America’s industry for the wild harvesting of softshell clams is located almost entirely along the coasts of Maine and Massachusetts. Clamdiggers, also called “clammers,” wrench the shellfish from tidal mud. They sell their finds for use in hearty chowders, pastas, and surfside clambakes.

Digging takes dedication. Clammers scout out a clam bed, wait until the tide is between knee- and chest-deep, wade in barefoot, . . . and begin shuffling backwards. That’s right: Shuffling. Backwards.

Hardcore clammer KenK writes on a clamming website, “You will feel the clams under your feet as lumps . . . dive down and dig them out. (I use my hands).” He warns about pinchy crabs but says, “The real danger is kicking some barnacle-encrusted rocks. (Heels are tougher than toes, but it still hurts.)” Ouch.

Alternately, clammers can scoop mud using an angled rake. Either way, clam diggers work hard to collect the mollusks they sell to seafood dealers.

Sludge-trudging clamdiggers are a hardy bunch. They’ve weathered the difficulties of an aging workforce, shellfish-eating predators, too warm waters, and fickle seafood markets. Even this summer’s pandemic couldn’t hold back many diggers from working the coastal clam flats. But it may have created another hurdle.

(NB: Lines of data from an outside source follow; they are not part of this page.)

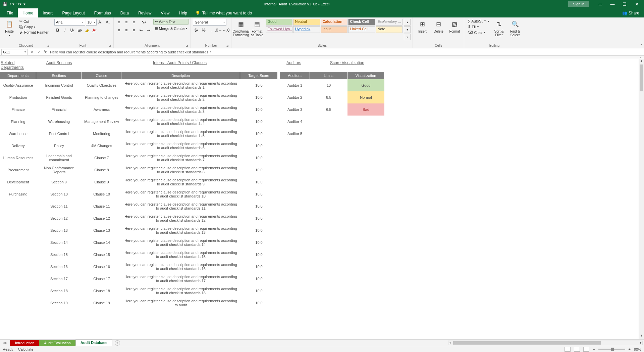 The image size is (644, 352). Describe the element at coordinates (641, 337) in the screenshot. I see `scroll-down-icon: ▼` at that location.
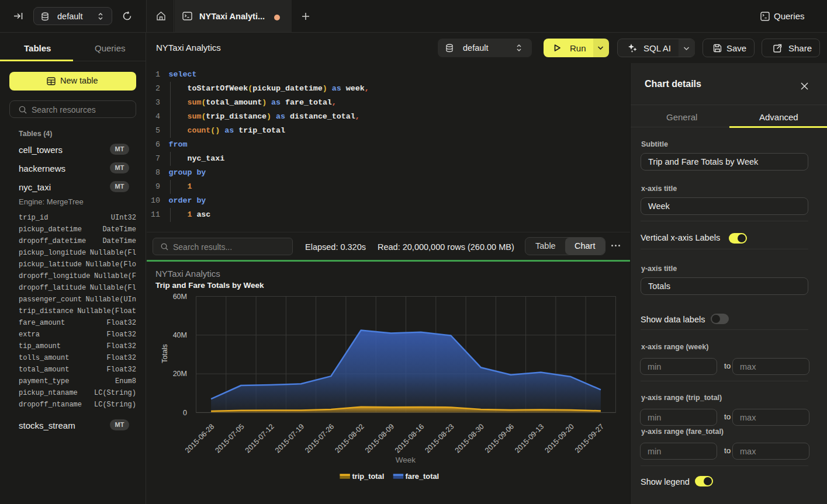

“If they shut down the borders now, . . . we’d be in some big trouble,” says Maine clammer Wendell Cressey. “We need to be able to ship [clams] around the country.”

Both Maine and Massachusetts have seen harvests dip in recent years. Maine clammers failed to top 1.6 million pounds of clam meat four straight years. In decades past, they regularly harvested two or three times that.

Clammers can earn good clams—about $2 per pound (eight-12 clams)—at the docks in a good year. The price is close to that this year, says Clint Goodenow, treasurer of the Maine Clammers Association.

Trouble is, the clamdigger population is dwindling. The number of licensed shellfish harvesters is down this year—which is down from the previous year. It’s only a fraction of the number of clammers in the 1970s.

There may be an upside to fewer harvesters. Brian Beal, professor of marine ecology at the University of Maine at Machias, says, “There’s enough ‘product’ left for the few who must make their living off the flats.” That news should make serious clammers happy as . . . clams.